I look for the ability to level out and maintain altitude +/-50 ft,
roll out and maintain heading +/- 5 degrees, and hold airspeed +/- 5
kts. That's all - and that's in smooth air. I relax those tolerances
when it's bumpy. Any combination of inside and outside references is
fine. I don't expect the student to be within tolerances 100% of the
time, either, but I expect him not to consistently exceed tolerances,
and to take prompt corrective action when tolerances are exceeded.

A pilot who has been flying regularly (100+ hours a year) for a couple
of years can do this automatically, and it shows. Someone who is
inexperienced or uncurrent struggles with this, and that shows too.
Someone who struggles with basic airplane control using visual
references will struggle more if he has to do it solely on
instruments. He will need hours and hours of basic attitude
instrument flying before we can even think about moving on to holding
and approach procedures. That doesn't do anyone any good.

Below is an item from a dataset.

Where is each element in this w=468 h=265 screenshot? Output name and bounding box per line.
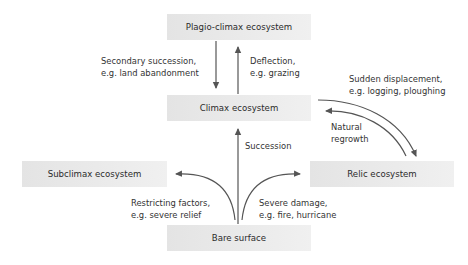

IFR skills build on VFR skills. IFR is all about going XC when you
can't see out the window. Before you start learning to do that,
become proficient in going XC when you CAN see out the window.

It's not just airplane control, either. It's radio work (primarily
communications with ATC). It's weather knowledge. It's airplane
familiarity. It's understandig of maps and the terrain they depict.
When learning to fly instruments, everything works in favor of the
experienced VFR pilot, and everything works against the guy who
decides to just jump into his instrument rating right after getting
the private. For that reason, I really do not recommend it.